ABSTRACT

Chamber 1906-09 Prime Minister Clemenceau con-

fronts strikes and syndicalism 1907 Britain and Russia agree entente 1909-11 Prime Minister Briand continues

firm policy and splits Republican bloc

1911-14 Government instability

The collapse of the Second Empire through military defeat at the hands of the Prussians left a power vacuum. When the newly proclaimed Republic was also defeated, the Communards tried to seize power, and parallels may be drawn with both the Jacobins in 1793 and the Bolsheviks in Russia in 1917. The Third Republic was shaken by war, defeat and the suppression of the Commune, and to start with it seemed that it would be replaced quickly by a constitutional monarchy. But the Monarchists’ hopes came to nothing, and

conservatives and even radical Republicans found they had common ground and a constitution was approved in 1875. ‘It was the first constitution’, Theodore Zeldin writes, ‘not to require an oath of loyalty from those who served it, with the result that it excluded no one unnecessarily from the start. It was essentially a compromise’. The relatively open nature of the constitution permitted great political instability to occur with ‘an endless succession of barely distinguishable ministries’, yet the crises and arguments failed to provoke revolution (T. Zeldin, France 1848-1945: Politics and Anger, Oxford University Press, 1984, pp. 206-7).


**Problem statement:** Drop every picture and give the entries back exactly.
====================
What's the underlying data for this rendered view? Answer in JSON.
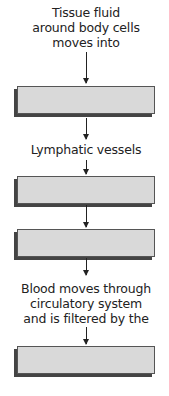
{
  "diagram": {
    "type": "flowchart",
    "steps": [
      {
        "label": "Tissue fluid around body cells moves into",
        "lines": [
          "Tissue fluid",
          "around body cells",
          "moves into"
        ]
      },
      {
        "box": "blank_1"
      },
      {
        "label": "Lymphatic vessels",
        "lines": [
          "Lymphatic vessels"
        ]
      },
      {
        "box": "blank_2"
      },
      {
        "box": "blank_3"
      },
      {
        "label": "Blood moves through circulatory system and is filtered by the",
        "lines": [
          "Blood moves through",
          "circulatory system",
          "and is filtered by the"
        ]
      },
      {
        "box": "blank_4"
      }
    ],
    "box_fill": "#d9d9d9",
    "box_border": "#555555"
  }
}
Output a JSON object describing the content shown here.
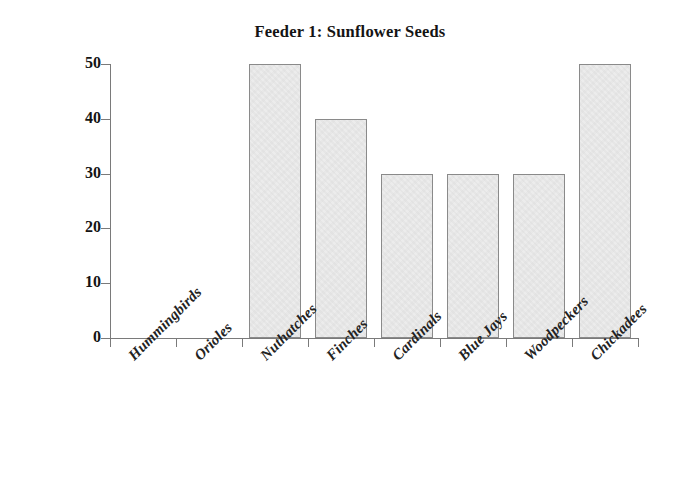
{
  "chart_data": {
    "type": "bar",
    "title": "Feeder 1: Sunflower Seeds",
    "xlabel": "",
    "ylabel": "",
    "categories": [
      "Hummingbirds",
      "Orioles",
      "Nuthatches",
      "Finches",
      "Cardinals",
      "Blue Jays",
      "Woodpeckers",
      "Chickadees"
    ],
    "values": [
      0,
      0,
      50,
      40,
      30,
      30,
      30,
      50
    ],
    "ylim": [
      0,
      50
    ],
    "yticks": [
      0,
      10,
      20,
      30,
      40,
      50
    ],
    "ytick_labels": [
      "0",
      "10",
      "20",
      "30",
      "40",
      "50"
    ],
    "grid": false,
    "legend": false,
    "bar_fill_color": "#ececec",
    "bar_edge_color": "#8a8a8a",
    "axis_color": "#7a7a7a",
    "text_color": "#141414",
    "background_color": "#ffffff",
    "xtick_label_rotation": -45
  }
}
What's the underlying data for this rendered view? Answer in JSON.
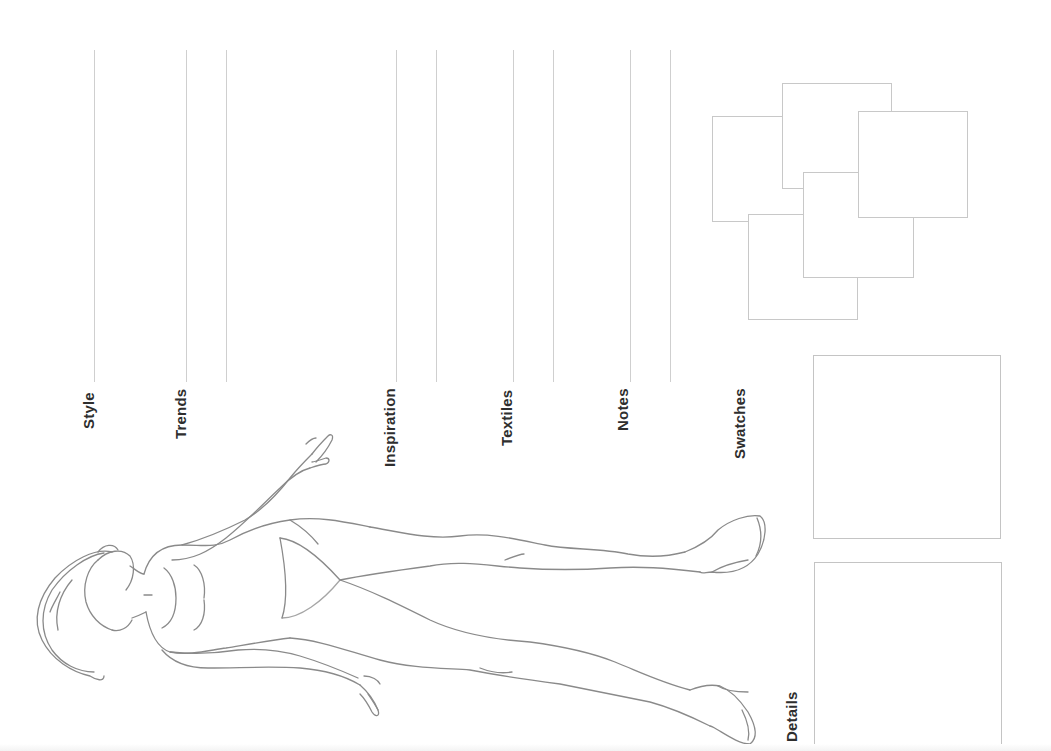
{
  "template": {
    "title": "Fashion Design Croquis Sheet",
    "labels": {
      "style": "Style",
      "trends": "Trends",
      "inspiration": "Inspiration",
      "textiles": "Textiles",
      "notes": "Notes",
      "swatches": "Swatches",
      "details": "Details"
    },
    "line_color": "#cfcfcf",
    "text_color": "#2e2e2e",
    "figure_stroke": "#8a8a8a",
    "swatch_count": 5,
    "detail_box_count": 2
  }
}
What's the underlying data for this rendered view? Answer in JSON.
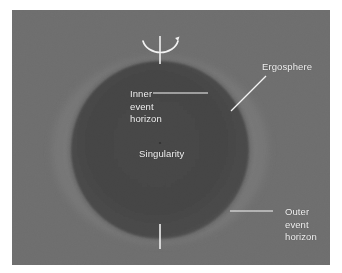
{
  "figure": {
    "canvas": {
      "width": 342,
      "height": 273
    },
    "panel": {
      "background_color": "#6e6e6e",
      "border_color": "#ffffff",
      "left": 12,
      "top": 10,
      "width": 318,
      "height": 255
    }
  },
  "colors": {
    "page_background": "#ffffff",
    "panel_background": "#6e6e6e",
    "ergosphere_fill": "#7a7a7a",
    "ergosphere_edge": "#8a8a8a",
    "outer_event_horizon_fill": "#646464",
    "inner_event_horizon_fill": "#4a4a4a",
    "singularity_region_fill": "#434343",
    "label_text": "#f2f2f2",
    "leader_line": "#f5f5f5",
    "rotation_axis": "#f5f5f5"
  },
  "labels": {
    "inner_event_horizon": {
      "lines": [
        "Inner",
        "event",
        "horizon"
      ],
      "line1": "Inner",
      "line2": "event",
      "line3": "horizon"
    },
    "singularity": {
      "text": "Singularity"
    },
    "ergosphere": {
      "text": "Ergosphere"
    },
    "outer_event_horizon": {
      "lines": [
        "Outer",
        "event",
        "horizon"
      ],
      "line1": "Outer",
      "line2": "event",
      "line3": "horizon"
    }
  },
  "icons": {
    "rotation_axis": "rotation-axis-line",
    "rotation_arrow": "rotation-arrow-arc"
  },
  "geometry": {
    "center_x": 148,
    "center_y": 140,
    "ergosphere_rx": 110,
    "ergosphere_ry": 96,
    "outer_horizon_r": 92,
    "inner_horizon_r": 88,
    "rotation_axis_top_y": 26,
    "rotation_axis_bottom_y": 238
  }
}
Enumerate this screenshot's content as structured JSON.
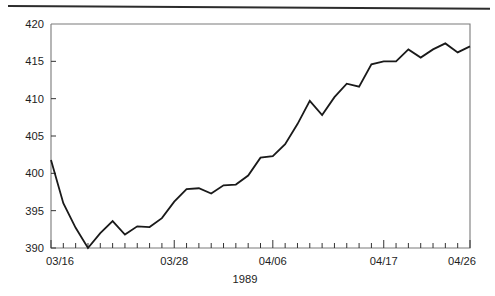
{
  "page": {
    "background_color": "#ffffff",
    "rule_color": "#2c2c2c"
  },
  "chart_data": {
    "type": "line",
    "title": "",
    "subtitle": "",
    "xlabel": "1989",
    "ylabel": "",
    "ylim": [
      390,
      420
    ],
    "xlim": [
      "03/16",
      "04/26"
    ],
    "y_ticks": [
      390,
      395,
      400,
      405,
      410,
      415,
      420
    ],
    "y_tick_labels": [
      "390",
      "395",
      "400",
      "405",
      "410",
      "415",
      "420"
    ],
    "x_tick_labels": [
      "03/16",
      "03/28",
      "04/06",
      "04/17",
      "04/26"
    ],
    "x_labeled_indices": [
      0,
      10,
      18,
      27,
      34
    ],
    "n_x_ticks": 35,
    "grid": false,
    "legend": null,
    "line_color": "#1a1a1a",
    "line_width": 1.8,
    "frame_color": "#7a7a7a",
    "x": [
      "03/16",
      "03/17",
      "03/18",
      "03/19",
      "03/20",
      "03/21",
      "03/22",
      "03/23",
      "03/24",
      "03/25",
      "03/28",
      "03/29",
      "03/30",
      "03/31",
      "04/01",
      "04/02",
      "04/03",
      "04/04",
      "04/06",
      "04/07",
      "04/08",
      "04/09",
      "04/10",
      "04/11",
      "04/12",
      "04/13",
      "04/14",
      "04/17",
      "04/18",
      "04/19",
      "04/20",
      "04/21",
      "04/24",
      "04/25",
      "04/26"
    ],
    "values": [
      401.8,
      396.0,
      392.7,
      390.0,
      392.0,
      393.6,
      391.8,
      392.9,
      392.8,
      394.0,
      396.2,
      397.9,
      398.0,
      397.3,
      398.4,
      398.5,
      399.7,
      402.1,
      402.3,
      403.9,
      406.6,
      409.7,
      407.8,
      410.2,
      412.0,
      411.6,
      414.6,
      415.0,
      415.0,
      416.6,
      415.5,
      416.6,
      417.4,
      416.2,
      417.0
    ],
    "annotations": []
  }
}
====================
**Answer box:**
What's the underlying data for this rendered view? Answer in JSON.
{
  "diagram": {
    "type": "flowchart",
    "steps": [
      {
        "label": "Tissue fluid around body cells moves into",
        "lines": [
          "Tissue fluid",
          "around body cells",
          "moves into"
        ]
      },
      {
        "box": "blank_1"
      },
      {
        "label": "Lymphatic vessels",
        "lines": [
          "Lymphatic vessels"
        ]
      },
      {
        "box": "blank_2"
      },
      {
        "box": "blank_3"
      },
      {
        "label": "Blood moves through circulatory system and is filtered by the",
        "lines": [
          "Blood moves through",
          "circulatory system",
          "and is filtered by the"
        ]
      },
      {
        "box": "blank_4"
      }
    ],
    "box_fill": "#d9d9d9",
    "box_border": "#555555"
  }
}
Output a JSON object describing the content shown here.
{
  "chart_data": {
    "type": "bar",
    "title": "Feeder 1: Sunflower Seeds",
    "xlabel": "",
    "ylabel": "",
    "categories": [
      "Hummingbirds",
      "Orioles",
      "Nuthatches",
      "Finches",
      "Cardinals",
      "Blue Jays",
      "Woodpeckers",
      "Chickadees"
    ],
    "values": [
      0,
      0,
      50,
      40,
      30,
      30,
      30,
      50
    ],
    "ylim": [
      0,
      50
    ],
    "yticks": [
      0,
      10,
      20,
      30,
      40,
      50
    ],
    "ytick_labels": [
      "0",
      "10",
      "20",
      "30",
      "40",
      "50"
    ],
    "grid": false,
    "legend": false,
    "bar_fill_color": "#ececec",
    "bar_edge_color": "#8a8a8a",
    "axis_color": "#7a7a7a",
    "text_color": "#141414",
    "background_color": "#ffffff",
    "xtick_label_rotation": -45
  }
}
What's the underlying data for this rendered view? Answer in JSON.
{
  "template": {
    "title": "Fashion Design Croquis Sheet",
    "labels": {
      "style": "Style",
      "trends": "Trends",
      "inspiration": "Inspiration",
      "textiles": "Textiles",
      "notes": "Notes",
      "swatches": "Swatches",
      "details": "Details"
    },
    "line_color": "#cfcfcf",
    "text_color": "#2e2e2e",
    "figure_stroke": "#8a8a8a",
    "swatch_count": 5,
    "detail_box_count": 2
  }
}
What's the underlying data for this rendered view? Answer in JSON.
{
  "figure": {
    "canvas": {
      "width": 342,
      "height": 273
    },
    "panel": {
      "background_color": "#6e6e6e",
      "border_color": "#ffffff",
      "left": 12,
      "top": 10,
      "width": 318,
      "height": 255
    }
  },
  "colors": {
    "page_background": "#ffffff",
    "panel_background": "#6e6e6e",
    "ergosphere_fill": "#7a7a7a",
    "ergosphere_edge": "#8a8a8a",
    "outer_event_horizon_fill": "#646464",
    "inner_event_horizon_fill": "#4a4a4a",
    "singularity_region_fill": "#434343",
    "label_text": "#f2f2f2",
    "leader_line": "#f5f5f5",
    "rotation_axis": "#f5f5f5"
  },
  "labels": {
    "inner_event_horizon": {
      "lines": [
        "Inner",
        "event",
        "horizon"
      ],
      "line1": "Inner",
      "line2": "event",
      "line3": "horizon"
    },
    "singularity": {
      "text": "Singularity"
    },
    "ergosphere": {
      "text": "Ergosphere"
    },
    "outer_event_horizon": {
      "lines": [
        "Outer",
        "event",
        "horizon"
      ],
      "line1": "Outer",
      "line2": "event",
      "line3": "horizon"
    }
  },
  "icons": {
    "rotation_axis": "rotation-axis-line",
    "rotation_arrow": "rotation-arrow-arc"
  },
  "geometry": {
    "center_x": 148,
    "center_y": 140,
    "ergosphere_rx": 110,
    "ergosphere_ry": 96,
    "outer_horizon_r": 92,
    "inner_horizon_r": 88,
    "rotation_axis_top_y": 26,
    "rotation_axis_bottom_y": 238
  }
}
Enumerate this screenshot's content as structured JSON.
{
  "page": {
    "background_color": "#ffffff",
    "rule_color": "#2c2c2c"
  },
  "chart_data": {
    "type": "line",
    "title": "",
    "subtitle": "",
    "xlabel": "1989",
    "ylabel": "",
    "ylim": [
      390,
      420
    ],
    "xlim": [
      "03/16",
      "04/26"
    ],
    "y_ticks": [
      390,
      395,
      400,
      405,
      410,
      415,
      420
    ],
    "y_tick_labels": [
      "390",
      "395",
      "400",
      "405",
      "410",
      "415",
      "420"
    ],
    "x_tick_labels": [
      "03/16",
      "03/28",
      "04/06",
      "04/17",
      "04/26"
    ],
    "x_labeled_indices": [
      0,
      10,
      18,
      27,
      34
    ],
    "n_x_ticks": 35,
    "grid": false,
    "legend": null,
    "line_color": "#1a1a1a",
    "line_width": 1.8,
    "frame_color": "#7a7a7a",
    "x": [
      "03/16",
      "03/17",
      "03/18",
      "03/19",
      "03/20",
      "03/21",
      "03/22",
      "03/23",
      "03/24",
      "03/25",
      "03/28",
      "03/29",
      "03/30",
      "03/31",
      "04/01",
      "04/02",
      "04/03",
      "04/04",
      "04/06",
      "04/07",
      "04/08",
      "04/09",
      "04/10",
      "04/11",
      "04/12",
      "04/13",
      "04/14",
      "04/17",
      "04/18",
      "04/19",
      "04/20",
      "04/21",
      "04/24",
      "04/25",
      "04/26"
    ],
    "values": [
      401.8,
      396.0,
      392.7,
      390.0,
      392.0,
      393.6,
      391.8,
      392.9,
      392.8,
      394.0,
      396.2,
      397.9,
      398.0,
      397.3,
      398.4,
      398.5,
      399.7,
      402.1,
      402.3,
      403.9,
      406.6,
      409.7,
      407.8,
      410.2,
      412.0,
      411.6,
      414.6,
      415.0,
      415.0,
      416.6,
      415.5,
      416.6,
      417.4,
      416.2,
      417.0
    ],
    "annotations": []
  }
}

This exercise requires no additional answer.